Unless your database schema is trivial, I would think about using an ETL tool if I were you e.g.
Talend is free. Writing a data migration by hand is quite a painful process, especially if you have to apply different rules to data in the target database. You often end running each stage in the process many times and tweaking the code until you finally get your data to migrate correctly. If you don't know much about SQL or the specific features of your two databases, then you may find it a steep learning curve.
Using an ETL tool will make this process of extracting the data, transforming it (if necessary) and loading it into the new DB easier, more maintainable and reproducible.
But if you think your migration is straightforward enough to code by hand, I would start by migrating the data model i.e. the empty tables, including primary/foreign keys, constraints etc. You also need to watch out for things like sequences e.g. PostgreSQL sequences are used to provide unique numeric values for primary key columns. But you must remember to re-set the sequences after your migration so they start counting from the highest value+1 in the corresponding data column.
If your data model is changing significantly, I would suggest you consider setting up a staging area in the target database, and simply copy your source tables and data into there initially. Then you can perform all the transformations and load the data into the target schema on a single platform. But this will of course mean that all your processing is done on the same server which may impact other users.
Stored procedures will have to be re-written. I never use SQL Server but their procedures won't run on PostgreSQL, so you'll need to convert them to a language that PostgreSQL supports.
Finally be prepared to do a lot of ad hoc SQL to check counts of records, ranges of values, etc. And
test everything thoroughly. Once your old system is gone, you're in trouble if you screwed up the data migration.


→ Task statement: Whenever an image turns up, omit it and return the remaining data exactly.

______

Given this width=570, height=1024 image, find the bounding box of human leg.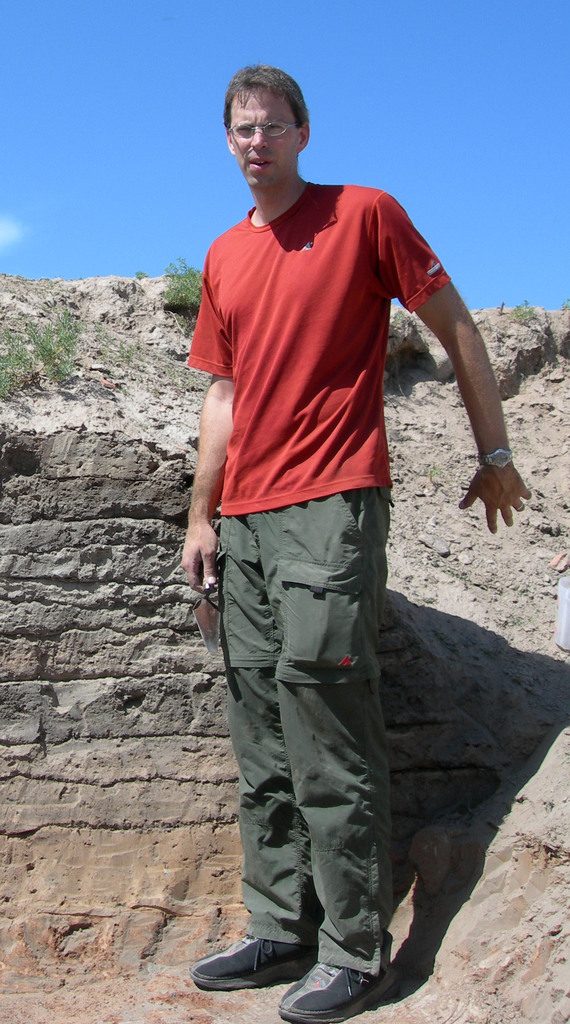
(256, 481, 398, 1023).
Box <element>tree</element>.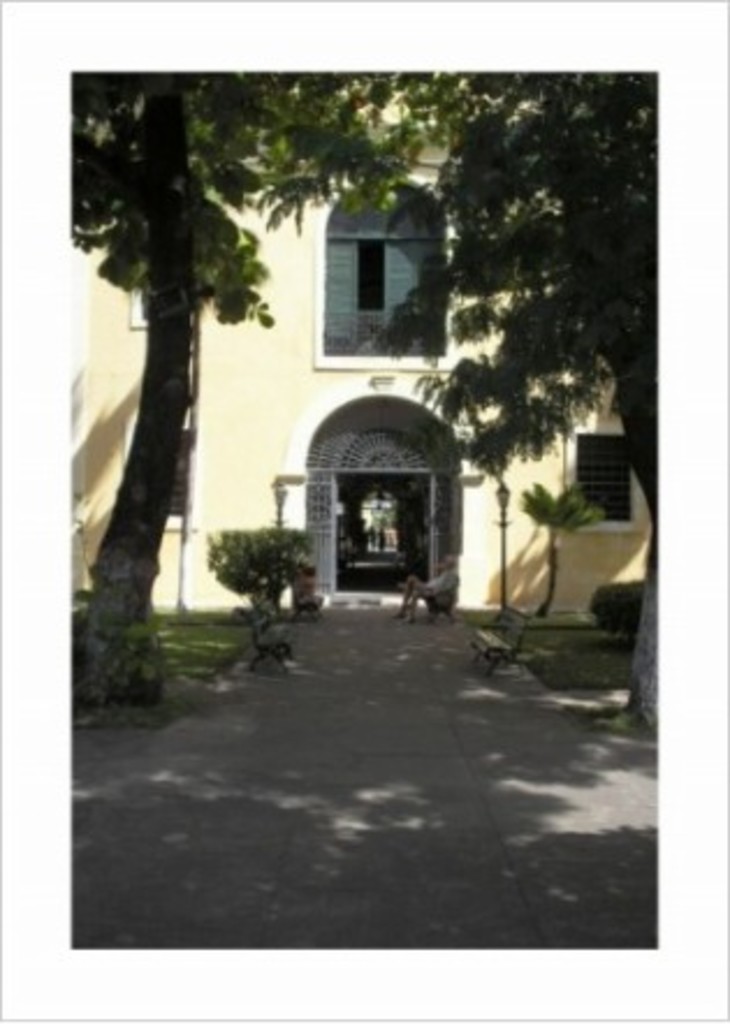
pyautogui.locateOnScreen(63, 56, 276, 686).
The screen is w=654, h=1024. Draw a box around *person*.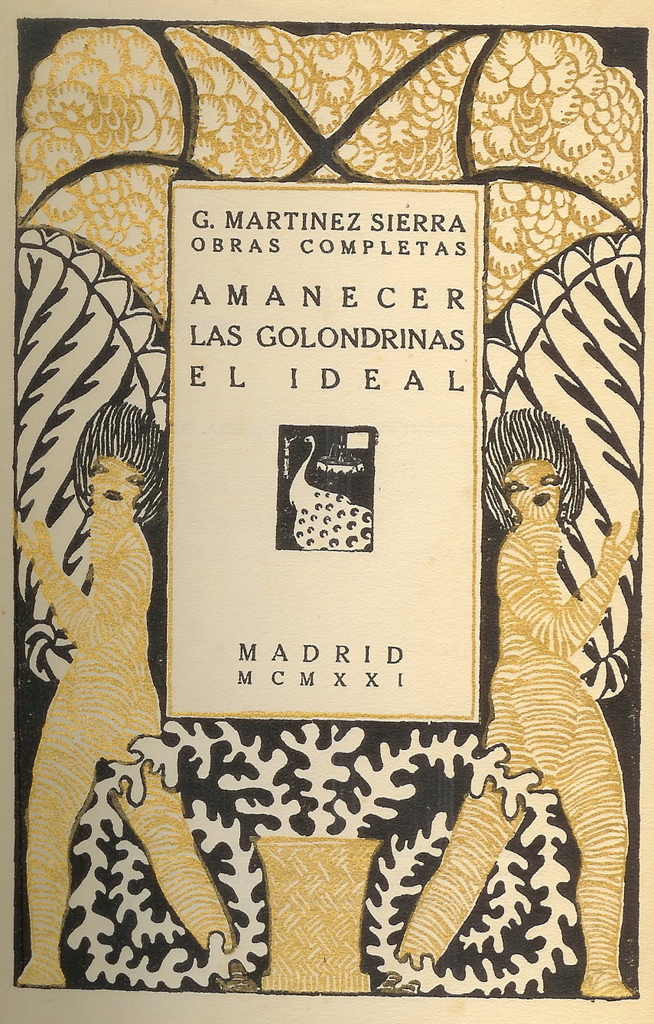
locate(28, 360, 199, 958).
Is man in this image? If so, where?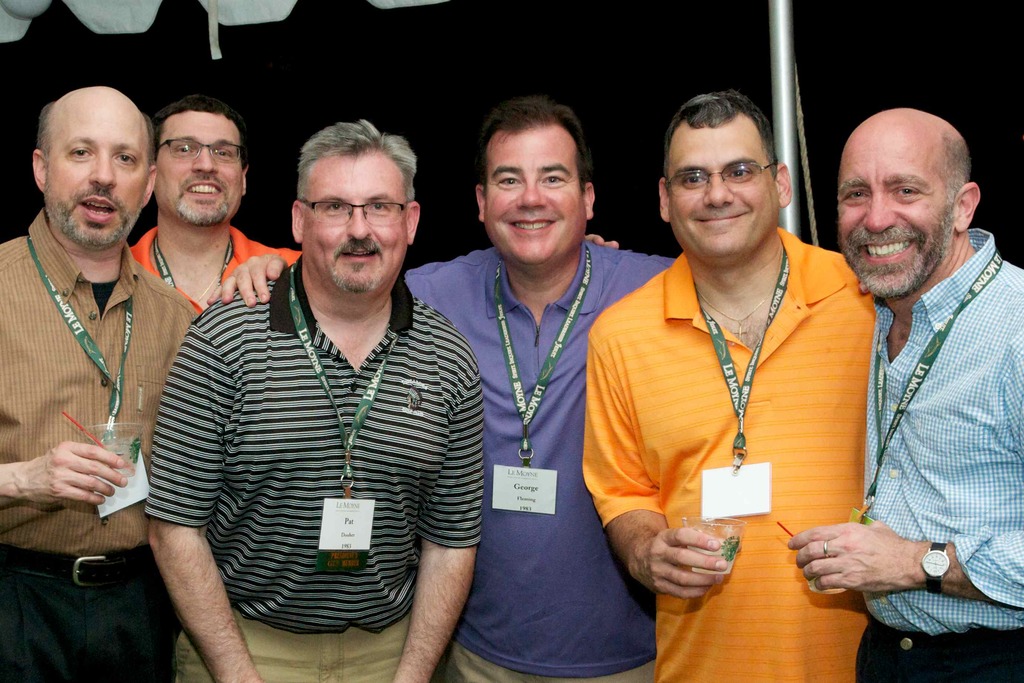
Yes, at left=780, top=105, right=1023, bottom=682.
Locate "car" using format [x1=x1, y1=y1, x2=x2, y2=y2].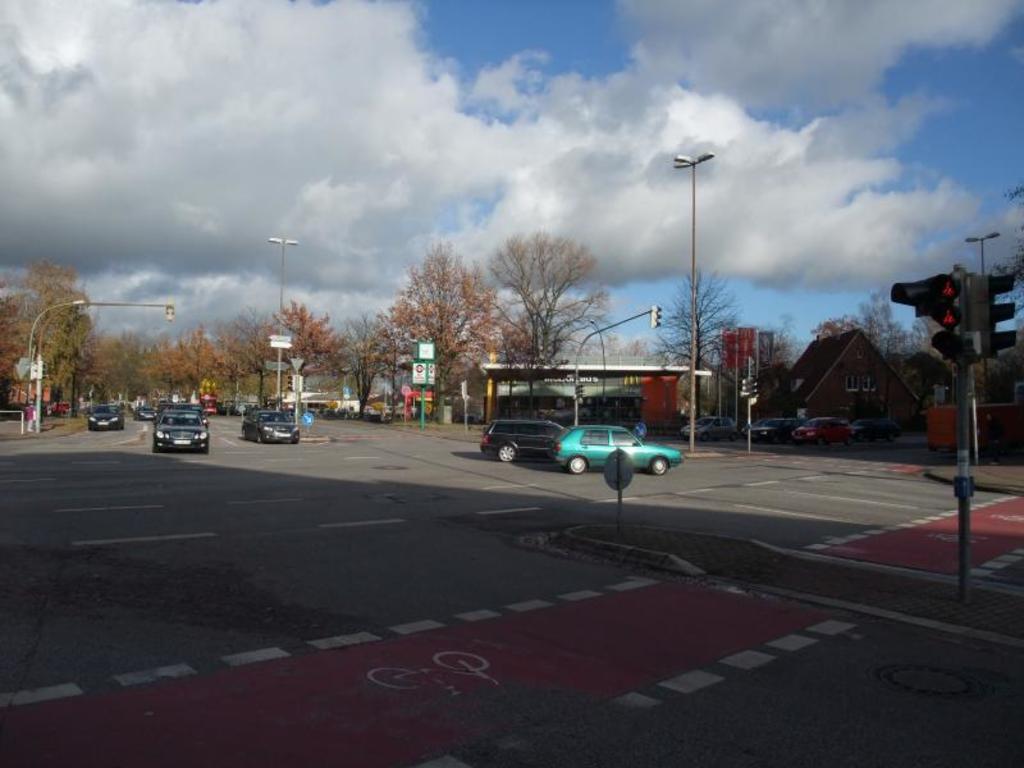
[x1=552, y1=424, x2=681, y2=475].
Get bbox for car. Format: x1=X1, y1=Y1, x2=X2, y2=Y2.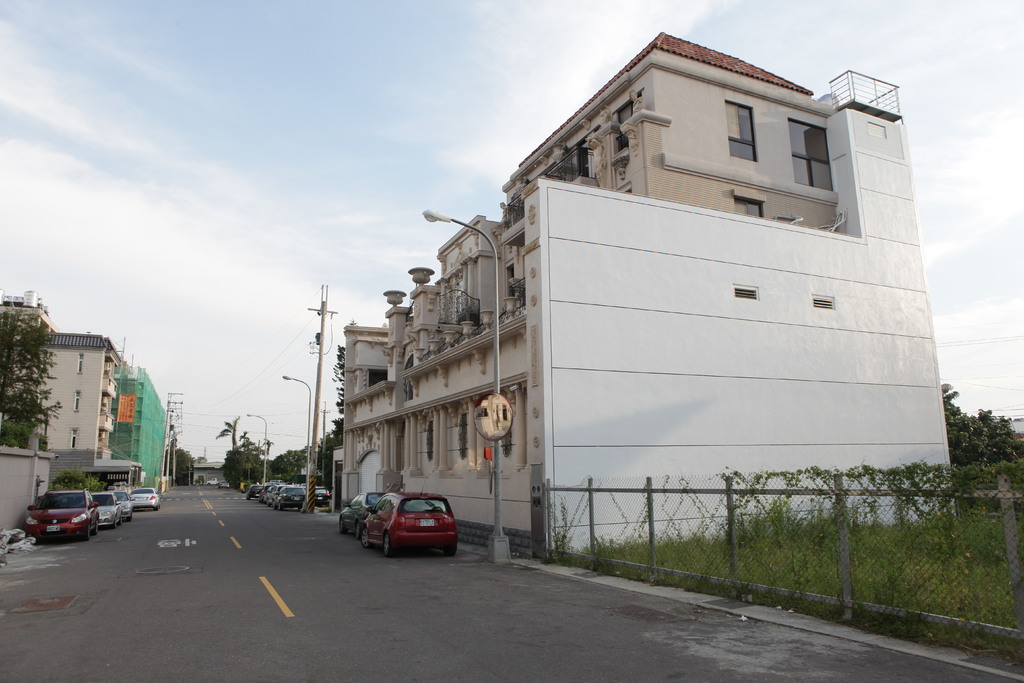
x1=17, y1=492, x2=95, y2=541.
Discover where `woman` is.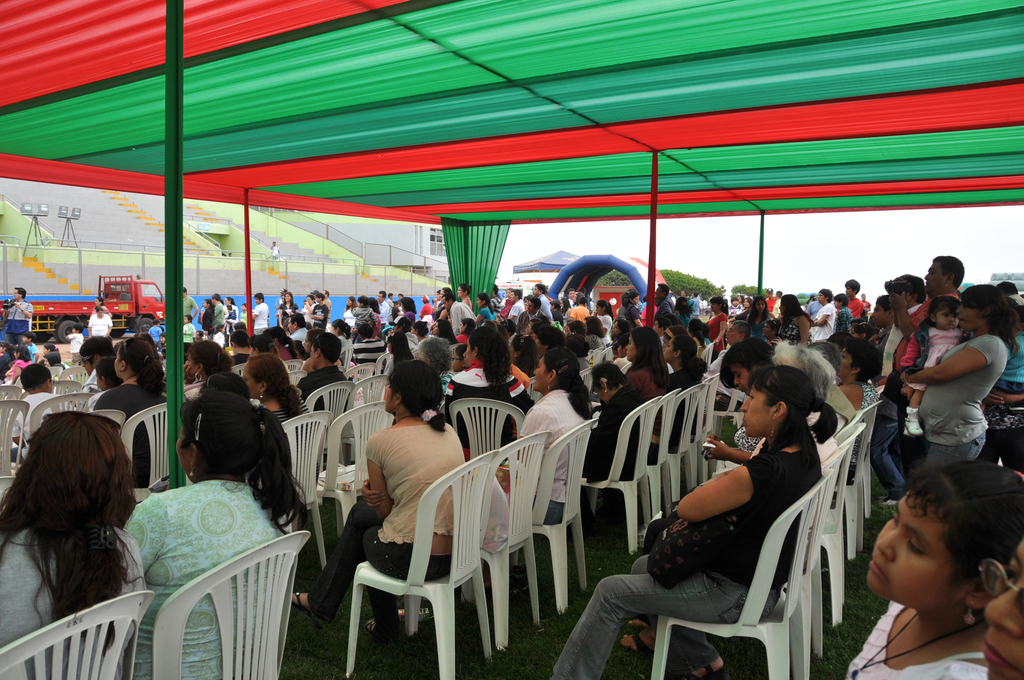
Discovered at bbox=(198, 376, 295, 476).
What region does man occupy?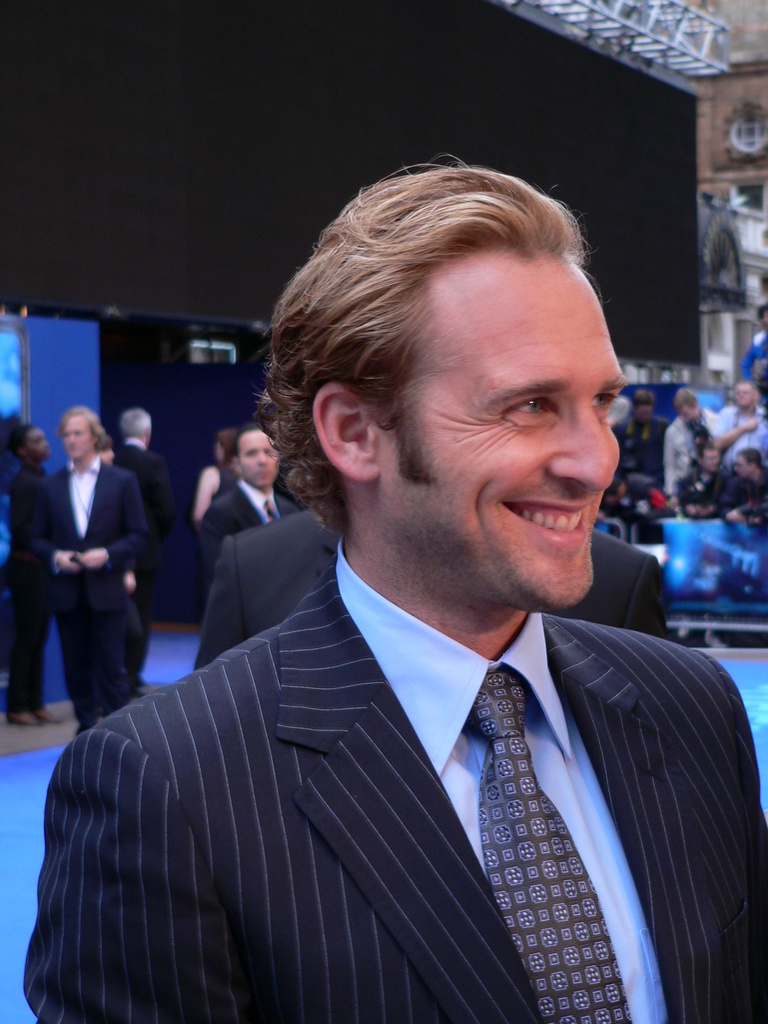
bbox(745, 300, 767, 396).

______

→ Solution to this problem:
Given this width=570, height=1024 image, find the bounding box of human leg.
(256, 481, 398, 1023).
Box <element>tree</element>.
pyautogui.locateOnScreen(63, 56, 276, 686).
The screen is w=654, h=1024. Draw a box around *person*.
locate(28, 360, 199, 958).
Is man in this image? If so, where?
Yes, at left=780, top=105, right=1023, bottom=682.
Locate "car" using format [x1=x1, y1=y1, x2=x2, y2=y2].
[x1=552, y1=424, x2=681, y2=475].
Get bbox for car. Format: x1=X1, y1=Y1, x2=X2, y2=Y2.
x1=17, y1=492, x2=95, y2=541.
Discover where `woman` is.
Discovered at bbox=(198, 376, 295, 476).
What region does man occupy?
bbox(745, 300, 767, 396).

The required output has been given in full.